Overview of your recent rapid games
You’re showing strong performance across several aggressive and dynamic openings. Your opening choices that lead to active piece play and sharp middlegames are often rewarded, and your overall momentum over recent months is positive. There are a few patterns to tighten up: some results in the Ruy Lopez family and a couple of tactical middlegames where the balance shifted against you. The data also suggests your strongest results come from a few trusted lines, while a couple of other variations have been less consistent. This is a great base to build from with targeted practice.
What you are doing well
- You handle sharp, tactical middlegames well when your pieces are active and your king is safe enough to press for initiative.
- Your performance with several aggressive openings (such as London System variants and Amazon Attack families) shows you can convert pressure into wins.
- Your long-term rating trend indicates steady improvement, suggesting good learning and adaptation over time.
Areas to improve
- Endgame clarity: in longer forcing lines, some games drift into complex exchanges where it’s easy to miscount material or miss a simpler simplification.
- Defensive resource planning: in a few middlegame shocks, there were moments where counterplay against your initiative wasn’t fully anticipated. Building a habit of prophylaxis and concrete defensive checks will help you hold balance earlier.
- Opening consistency: you have several strong lines, but a couple of openings show mixed results. Focusing on 2–3 reliable branches and knowing the typical middle-game ideas for each will reduce uncertainty and time pressure.
- Time management: with 10-minute rapid games, allocating mental energy to critical moments (early middlegame plans, key pawn breaks, and endgames) will help avoid rushed decisions later in the game.
Opening performance snapshot
- London System: Poisoned Pawn Variation — strong results across several games. Focus on solid pawn structure and typical central breaks.
- Amazon Attack: Siberian Attack — also showing excellent results; emphasize quick development and control of the center with timely pawn advances.
- Sicilian Defense: Najdorf and related lines — consistent wins in a couple of attempts; study common anti-Najdorf ideas and your preferred responded plans.
- Sicilian Defense and Benoni lines — positive results, suggesting these are good fits for your play style when you’re comfortable with the structure.
- Ruy Lopez family (including Closed variations) and Chekhover variations — mixed results; these may require deeper study of typical middlegame plans and defensive resources.
Notes: the opening results include small sample sizes for some lines. Use them as a guide to prioritize study rather than definitive proof. To streamline your study, consider picking 2–3 openings you enjoy most and building a compact plan for each (typical plans, key pawn structures, common tricks or traps to avoid).
Suggested internal references to review: London System: Poisoned Pawn Variation, Amazon Attack: Siberian Attack, Sicilian Defense: Najdorf Variation. For quick study, you can explore these ideas in a focused practice set or with a short refresher game plan: London System: Poisoned Pawn Variation, Amazon Attack: Siberian Attack.
Momentum and rating trends
Your overall progress over different windows shows positive momentum. Short-term improvement has been steady, and longer-term views indicate sustained gains. Use this momentum by reinforcing solid habits (pre-move planning for your critical moments, consistent endgame technique) and carrying forward the lines that suit your style.
Practice plan and next steps
- Choose 2 openings you enjoy most (for example, London System: Poisoned Pawn Variation and Amazon Attack: Siberian Attack) and build a concise, 6–8 move plan for the first 15 moves of the game. Practice these plans in 6–8 focused training games.
- Study 2 endgame themes per week (rook endings with active king, and basic opposite-colored bishop endings) and complete a short set of endgame drills.
- In the middlegame, add a simple tactical-check routine: at each critical junction, ask yourself “what is my opponent threatening, and what is my answer if they push?” before committing to a plan.
- Track time usage: aim to spend roughly 15–25% of the early moves on plan formation, 40–60% on middlegame execution, and the remainder on endgames or converting advantages.
Optional study aids
To help you study efficiently, you can create compact study sets for your top openings and a few common middlegame structures you encounter. If you’d like, I can generate practice Pgn packs focusing on these topics, such as a set illustrating common London System structures or Amazon Attack patterns. For example, a sample placeholder you can customize later:
.Ready to tailor a plan?
If you want, I can draft a 2-week, 4-game-per-week micro-plan tailored to your current openings and target weaknesses, plus a short set of annotated practice games you can review on mobile. Just say the word and tell me which openings you’d like to focus on first.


• **TASK DIRECTIONS**:
Transcribe the entries below with complete accuracy, excluding the pictures.

• **RECORDS TO PROCESS**:
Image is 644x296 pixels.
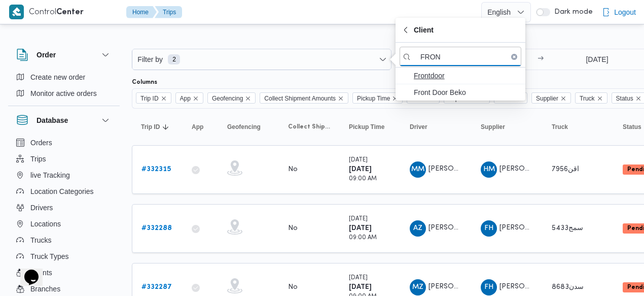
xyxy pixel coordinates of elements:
h3: Database [37,114,68,127]
button: Supplier [477,119,538,135]
b: # 332315 [141,166,171,173]
span: Truck [575,93,608,104]
span: Trip ID; Sorted in descending order [141,123,160,131]
span: Geofencing [227,123,261,131]
span: Pickup Time [349,123,385,131]
button: Remove Geofencing from selection in this group [245,95,251,101]
span: Create new order [31,71,86,83]
a: #332288 [141,223,172,235]
span: Truck [552,123,568,131]
span: Dark mode [551,8,593,17]
b: # 332288 [141,225,172,231]
span: Truck Types [31,251,68,263]
span: AZ [414,220,422,237]
small: 09:00 AM [349,176,377,182]
div: Muhammad Zkaraia Ghrib Muhammad [410,279,426,295]
span: Driver [410,123,428,131]
small: 09:00 AM [349,235,377,241]
span: سمج5433 [552,225,584,231]
button: Trips [154,6,182,18]
span: App [180,93,191,104]
span: Driver [494,93,528,104]
span: FH [484,220,494,237]
button: Monitor active orders [12,86,116,101]
a: #332287 [141,281,172,293]
span: App [175,93,203,104]
button: Home [127,6,157,18]
button: Remove Trip ID from selection in this group [161,95,167,101]
b: [DATE] [349,225,372,231]
span: Orders [31,136,52,148]
a: #332315 [141,163,171,176]
button: Truck [548,119,609,135]
svg: Sorted in descending order [161,123,170,131]
span: Supplier [531,93,572,104]
span: [PERSON_NAME]ه تربو [500,283,575,290]
div: Order [8,69,120,106]
button: Database [17,114,112,127]
div: No [288,283,298,292]
small: [DATE] [349,157,368,163]
button: App [188,119,213,135]
small: [DATE] [349,275,368,281]
small: [DATE] [349,217,368,222]
button: Remove Collect Shipment Amounts from selection in this group [338,95,344,101]
button: Filter by2 available filters [133,49,391,70]
input: search filters [400,46,522,66]
div: Hana Mjada Rais Ahmad [481,162,497,177]
button: Client [395,17,525,43]
div: Ftha Hassan Jlal Abo Alhassan Shrkah Trabo [481,279,497,295]
div: No [288,224,298,233]
button: Remove Truck from selection in this group [597,95,603,101]
button: Pickup Time [345,119,395,135]
button: Orders [12,134,116,151]
div: Muhammad Marawan Diab [410,162,426,177]
span: Geofencing [208,93,256,104]
span: Trips [31,153,46,165]
span: Collect Shipment Amounts [264,93,336,104]
span: Geofencing [212,93,243,104]
span: [PERSON_NAME] [428,166,487,172]
span: Filter by [136,53,164,65]
button: Location Categories [12,183,116,199]
span: Pickup Time [353,93,403,104]
button: Truck Types [12,248,116,265]
b: [DATE] [349,284,372,291]
h3: Order [37,49,56,61]
span: HM [483,162,495,177]
span: [PERSON_NAME]ه تربو [500,224,575,231]
button: live Tracking [12,167,116,183]
button: Locations [12,216,116,232]
span: [PERSON_NAME] [428,224,487,231]
button: Clients [12,265,116,281]
b: # 332287 [141,284,172,291]
span: App [192,123,203,131]
button: Geofencing [223,119,274,135]
span: Collect Shipment Amounts [288,123,331,131]
span: Trip ID [140,93,159,104]
span: Drivers [31,202,52,214]
span: Status [623,123,641,131]
div: → [538,56,544,63]
div: Aiamun Zkaraia Ghrib Muhammad [410,220,426,237]
span: 2 available filters [168,54,180,65]
span: Monitor active orders [31,87,97,100]
span: سدن8683 [552,284,584,291]
span: Logout [614,6,636,18]
button: Trip IDSorted in descending order [137,119,177,135]
button: Driver [406,119,467,135]
label: Columns [132,79,157,86]
button: Clear input [511,54,517,60]
span: Supplier [481,123,505,131]
div: No [288,165,298,174]
span: Location Categories [31,185,94,197]
div: Ftha Hassan Jlal Abo Alhassan Shrkah Trabo [481,220,497,237]
span: Supplier [537,93,558,104]
span: Client [407,93,440,104]
img: X8yXhbKr1z7QwAAAABJRU5ErkJggg== [9,4,24,19]
button: Logout [598,2,641,23]
span: Branches [31,283,60,295]
span: FH [484,279,494,295]
span: Collect Shipment Amounts [260,93,348,104]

• **ANSWER TO THIS TASK**:
Image is 644x296 pixels.
xyxy pixel coordinates of elements:
h3: Database [37,114,68,127]
button: Supplier [477,119,538,135]
b: # 332315 [141,166,171,173]
span: Truck [575,93,608,104]
span: Trip ID; Sorted in descending order [141,123,160,131]
span: Geofencing [227,123,261,131]
span: Pickup Time [349,123,385,131]
button: Remove Geofencing from selection in this group [245,95,251,101]
span: Create new order [31,71,86,83]
a: #332288 [141,223,172,235]
span: Truck [552,123,568,131]
span: Dark mode [551,8,593,17]
b: # 332288 [141,225,172,231]
span: Truck Types [31,251,68,263]
span: AZ [414,220,422,237]
small: 09:00 AM [349,176,377,182]
div: Muhammad Zkaraia Ghrib Muhammad [410,279,426,295]
span: Driver [410,123,428,131]
small: 09:00 AM [349,235,377,241]
span: سمج5433 [552,225,584,231]
button: Trips [154,6,182,18]
span: App [180,93,191,104]
span: Driver [494,93,528,104]
span: FH [484,220,494,237]
button: Monitor active orders [12,86,116,101]
a: #332287 [141,281,172,293]
span: App [175,93,203,104]
button: Home [127,6,157,18]
button: Remove Trip ID from selection in this group [161,95,167,101]
b: [DATE] [349,225,372,231]
span: Orders [31,136,52,148]
a: #332315 [141,163,171,176]
button: Truck [548,119,609,135]
svg: Sorted in descending order [161,123,170,131]
span: Supplier [531,93,572,104]
span: [PERSON_NAME]ه تربو [500,283,575,290]
div: Order [8,69,120,106]
button: Database [17,114,112,127]
div: No [288,283,298,292]
small: [DATE] [349,157,368,163]
button: App [188,119,213,135]
small: [DATE] [349,275,368,281]
small: [DATE] [349,217,368,222]
button: Remove Collect Shipment Amounts from selection in this group [338,95,344,101]
button: Filter by2 available filters [133,49,391,70]
input: search filters [400,46,522,66]
div: Hana Mjada Rais Ahmad [481,162,497,177]
button: Client [395,17,525,43]
div: Ftha Hassan Jlal Abo Alhassan Shrkah Trabo [481,279,497,295]
div: No [288,224,298,233]
button: Remove Truck from selection in this group [597,95,603,101]
button: Pickup Time [345,119,395,135]
button: Orders [12,134,116,151]
div: Muhammad Marawan Diab [410,162,426,177]
span: Geofencing [208,93,256,104]
span: Trips [31,153,46,165]
span: Collect Shipment Amounts [264,93,336,104]
span: Geofencing [212,93,243,104]
span: [PERSON_NAME] [428,166,487,172]
span: Filter by [136,53,164,65]
button: Location Categories [12,183,116,199]
span: Pickup Time [353,93,403,104]
button: Truck Types [12,248,116,265]
b: [DATE] [349,284,372,291]
h3: Order [37,49,56,61]
span: HM [483,162,495,177]
span: [PERSON_NAME]ه تربو [500,224,575,231]
button: live Tracking [12,167,116,183]
button: Locations [12,216,116,232]
span: [PERSON_NAME] [428,224,487,231]
button: Clients [12,265,116,281]
b: # 332287 [141,284,172,291]
span: App [192,123,203,131]
button: Geofencing [223,119,274,135]
span: Collect Shipment Amounts [288,123,331,131]
span: Trip ID [140,93,159,104]
span: Drivers [31,202,52,214]
span: Status [623,123,641,131]
div: → [538,56,544,63]
div: Aiamun Zkaraia Ghrib Muhammad [410,220,426,237]
span: 2 available filters [168,54,180,65]
span: Monitor active orders [31,87,97,100]
span: سدن8683 [552,284,584,291]
span: Logout [614,6,636,18]
button: Trip IDSorted in descending order [137,119,177,135]
button: Driver [406,119,467,135]
label: Columns [132,79,157,86]
button: Clear input [511,54,517,60]
span: Supplier [481,123,505,131]
div: No [288,165,298,174]
span: Location Categories [31,185,94,197]
div: Ftha Hassan Jlal Abo Alhassan Shrkah Trabo [481,220,497,237]
span: Supplier [537,93,558,104]
span: Client [407,93,440,104]
img: X8yXhbKr1z7QwAAAABJRU5ErkJggg== [9,4,24,19]
button: Logout [598,2,641,23]
span: Branches [31,283,60,295]
span: FH [484,279,494,295]
span: Collect Shipment Amounts [260,93,348,104]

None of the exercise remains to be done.